RICHARD WORMSER – The Body Looks Familiar. Dell First Edition A156; paperback original; 1st printing, March 1958. A shorter version previously appeared in the September 1957 issue of Cosmopolitan magazine as “The Frame.” Also: Stark House Press, trade paperback, 2017, combined with The Late Mrs. Five, also by Wormser; introduction by Bill Crider.

   After reading I don’t know how many thousands of mystery novels in my lifetime, it seems strange to say this, but all of them have been different in some way from the others. Sometimes in very minor ways, sometimes more. Sometimes a lot more. Like this one.

   In fact, I’m inclined to say that the story line in this one is unique. Absolutely. You can tell me if I’m wrong or not by keeping on reading.

   The problem is, if I tell you what the story line is, it may tell you more than you want to know. For once, the blurbs inside the front cover and on the back cover are rather vague about it. On the other hand, the factor that makes it unique takes place in Chapter One, so if you were to start reading the book yourself, you’d find out soon enough anyway.

   But maybe you’d like to learn what it is that I’m talking about on your own. Hence the following

          SPOILER ALERT

   Reading any further will reveal essential plot elements that you may not wish to know about in advance.

   What happens in Chapter One? Well, now I’ll tell you. The assistant D.A. for an unnamed city kills the mistress girl friend of the city’s chief of police in the apartment he keeps for her and frames the murder on him. He shoots her right in front of him, taking the chief’s gun away from him by surprise and using it for the deed.

   What’s his motive?
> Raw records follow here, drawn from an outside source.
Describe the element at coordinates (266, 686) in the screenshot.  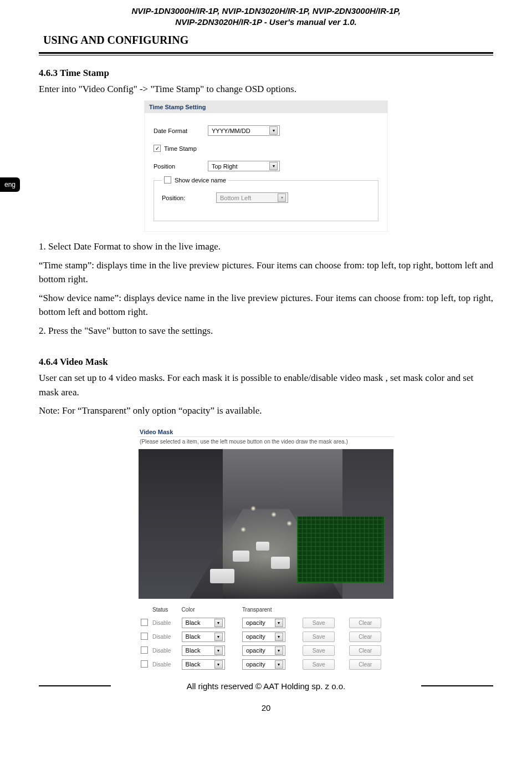
I see `footer-rights: All rights reserved © AAT Holding sp. z …` at that location.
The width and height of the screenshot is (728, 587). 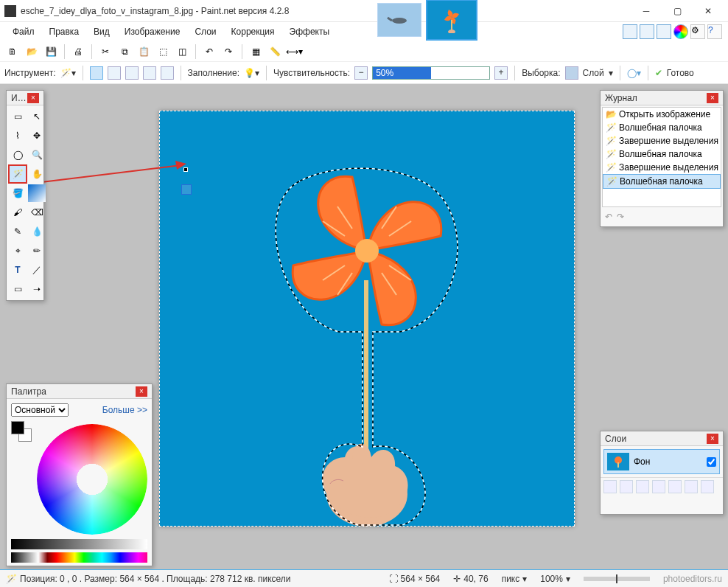 I want to click on zoom-dropdown-icon: ▾, so click(x=568, y=579).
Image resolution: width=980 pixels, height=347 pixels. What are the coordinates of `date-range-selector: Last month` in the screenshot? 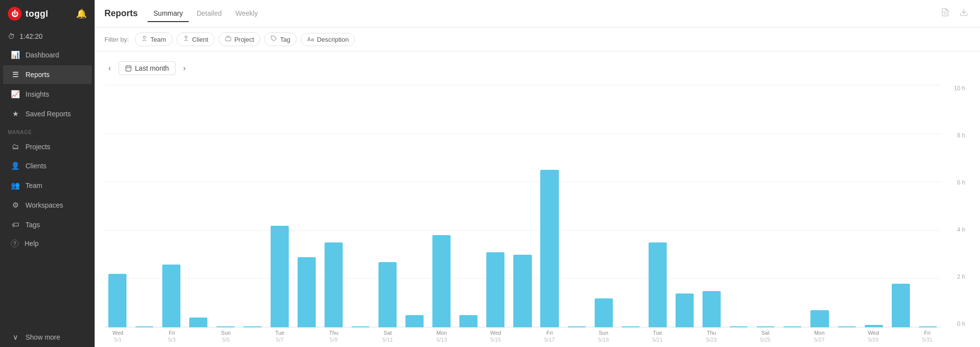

Revenge. James Latson, fast on his feet both in the political arena as well as in the bedroom, had taken Dave Corday’s wife away from him. She later committed suicide when she was dumped by Latson, and Corday could not bear the shame of taking her back.

   Whew! With an opening like that, you (the reader) have no way of knowing which way the story is going from there. Of course you’ve got to believe that Corday’s plan has any chance at all of working, and Richard Wormser as the author has his job cut out for him.

   For the most part he’s up to the task, but I have to admit that reading this particular work of crime fiction was like reading a science fiction novel, one for which the “willing suspension of disbelief” is a required element of what the reader has to bring along to the task.

   It’s not a classic, far from it, but it’s not as though reading this book really was a task. It only took a very enjoyable couple of hours, mostly spent in guessing which way the story was going to go next — and usually being wrong about it.

   Richard Wormser, by the way, was born in 1908 and wrote a couple of hardcover detective novels in the mid-1930s before switching to writing for the pulps and slick magazines through the 1940s. Westerns, adventure, mysteries, the whole gamut.

   Mostly he’s remembered, if at all, for the paperback originals, including movie tie-in’s, he did from the late 1950s on to early 1970s. He died in 1977.

[FOOTNOTE] Also shown are the covers for:

The Communist’s Corpse. Smith & Haas, hc, 1935. Series character: Sgt. Jocelyn “Joe” Dixon.

Argosy. April 6, 1940. Includes the story “Detour, Mr. Darwin,” by Richard Wormser. (His name should be discernible in the upper right corner.)

[UPDATE.]   This review was first posted on this blog on November 18, 2008. I’ve reposted it without any changes except for the information about the recent Stark House reprint. I started reading it today, and I said to myself, “This sounds familiar.” It was.